Page:The European Concert in the Eastern Question.djvu/308

This page has been proofread, but needs to be validated.
292
THE BALKAN PENINSULA, ETC.: TEXTS.

The schemes of organization resulting from these labours shall be submitted for examination to the Sublime Porte, which, before promulgating the Acts for putting them into force, shall consult the European Commission instituted for Eastern Roumelia[1].


Greece.


Art. XXIV. In the event of the Sublime Porte and Greece being unable to agree upon the rectification of frontier suggested in the 13th Protocol of the Congress of Berlin[2], Germany, Austria-Hungary, France, Great Britain, Italy, and Russia reserve to themselves to offer their mediation to the two parties to facilitate negotiations[3].


Bosnia and Herzegovina.


Art. XXV. The provinces of Bosnia and Herzegovina shall be occupied and administered by Austria-Hungary[4]. The Government of Austria-Hungary, not desiring to undertake the administration of the Sandjak of Novi-Bazar, which extends between Servia and Montenegro in a south-easterly direction to the other side of Mitrovitza, the Ottoman Administration will continue to exercise its functions there. Nevertheless, in order to assure the maintenance of the new

  1. The appointment of these special Commissions was urged by Sir A. H. Layard, in a note verbale of 27th June, 1879. Ultimately, instead of appointing them, the Porte drew up a draft organic law, following substantially the Statute for Eastern Roumelia, and sent it to be examined at Adrianople, Salonica, &c., with a view to its adaptation to local requirements.

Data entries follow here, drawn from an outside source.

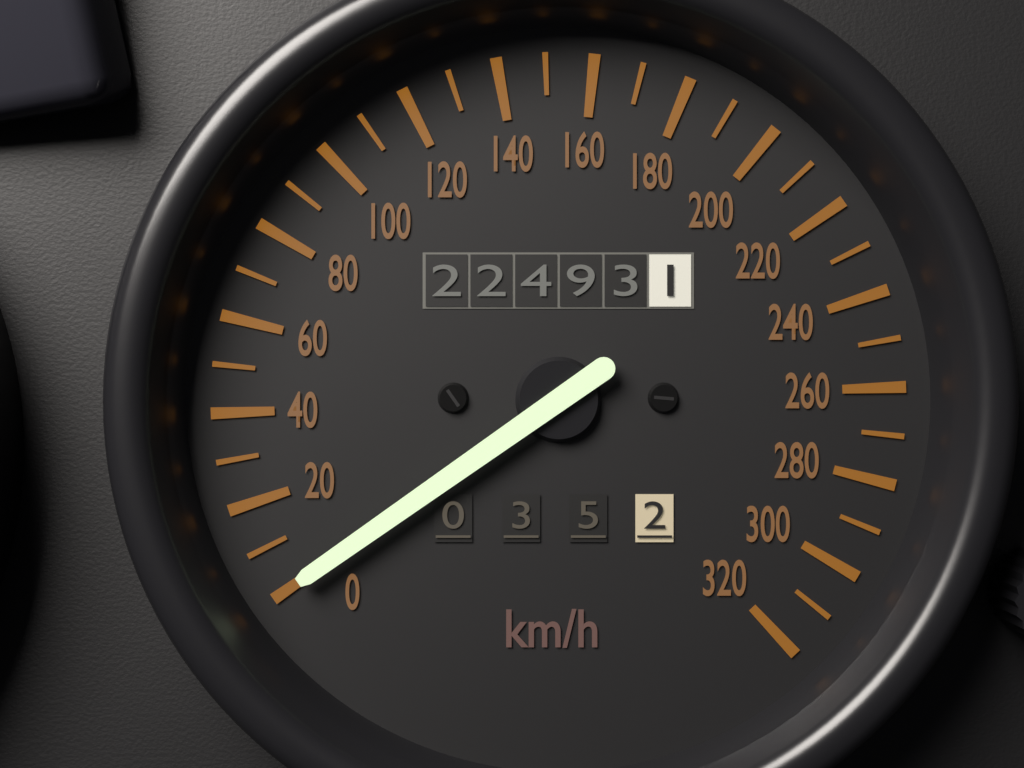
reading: 0 km/h
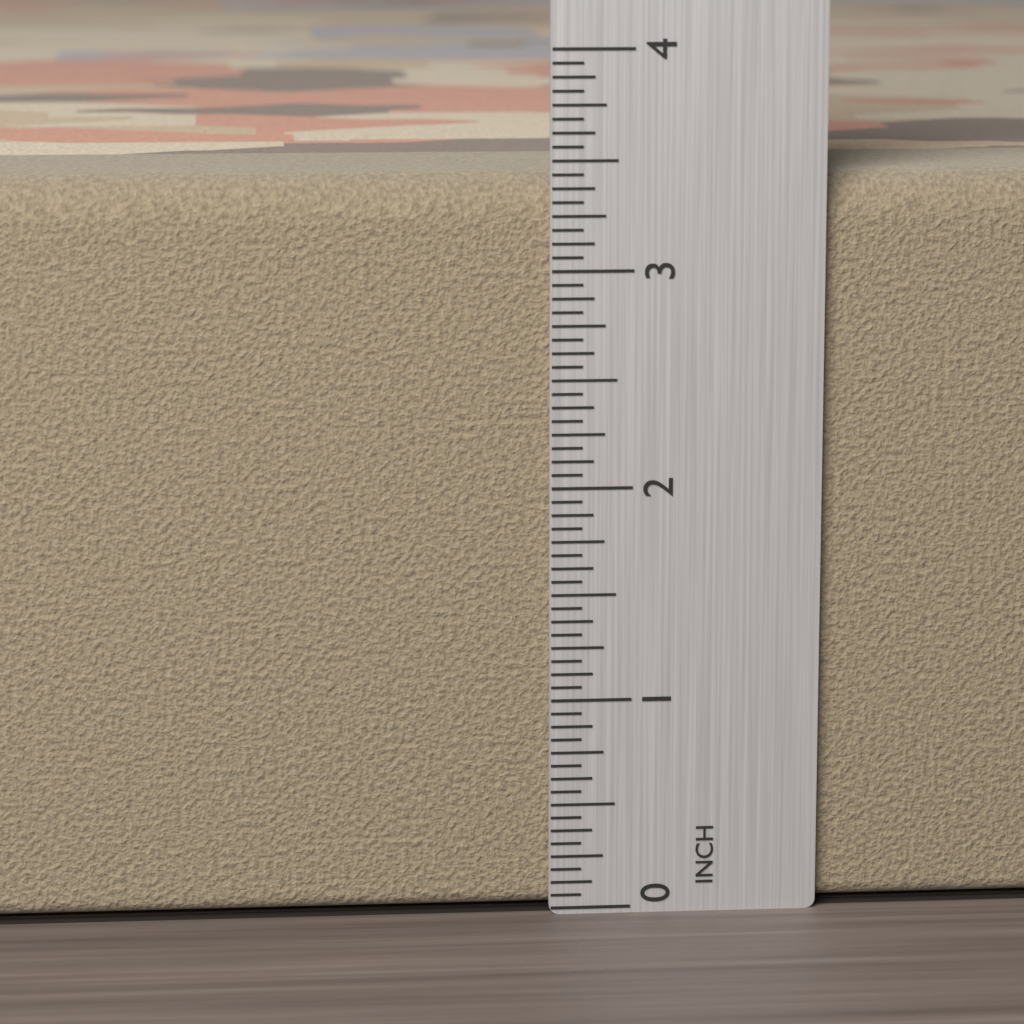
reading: 3.4375 in
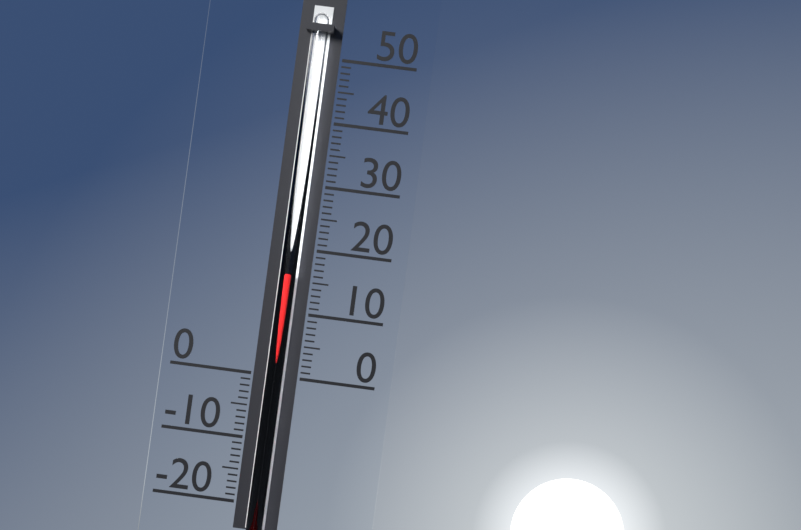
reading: 16 (no unit)
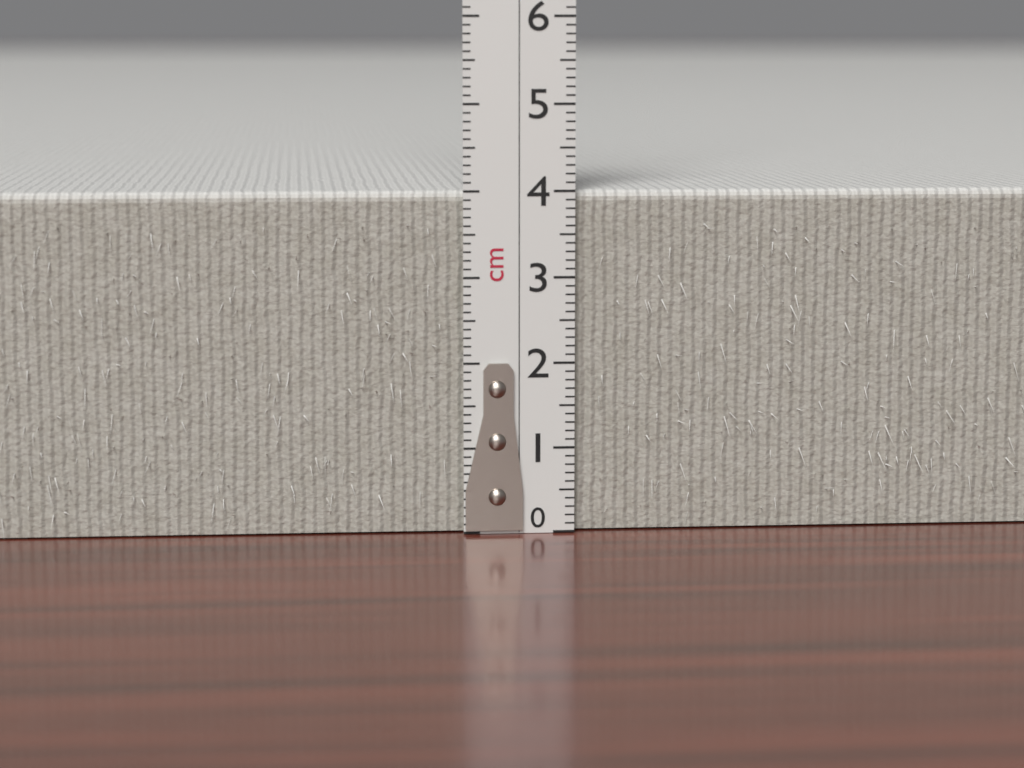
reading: 4.0 cm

It then, in April, 1880, invited the Powers to reassemble the Eastern Roumelia Commission for the examination of the drafts as thus modified. The Commission, on which Lord Edmond Fitzmaurice was now the British representative, met accordingly, and by its final act, signed on 23rd August, 1880, approved the drafts, and adjourned sine die. It also recommended to the Porte, as suitable for the government of Albania, a scheme prepared by the Commissioners of Austria and France. Parl. Papers, 1880, Turkey, No. 16.
  2. Q. V. supra, p. 25.
  3. Supra, pp. 25−27, 60−69.
  4. The Austrians issued a Proclamation on 28th July, 1878 (N. R. G. 2me Série, iii, 467). On the following day their troops crossed the Save into Bosnia, and a few days later entered Herzegovina from Dalmatia. Resistance collapsed towards the end of September. A law including these provinces in the Austrian customs-union was passed on 20th December, 1879.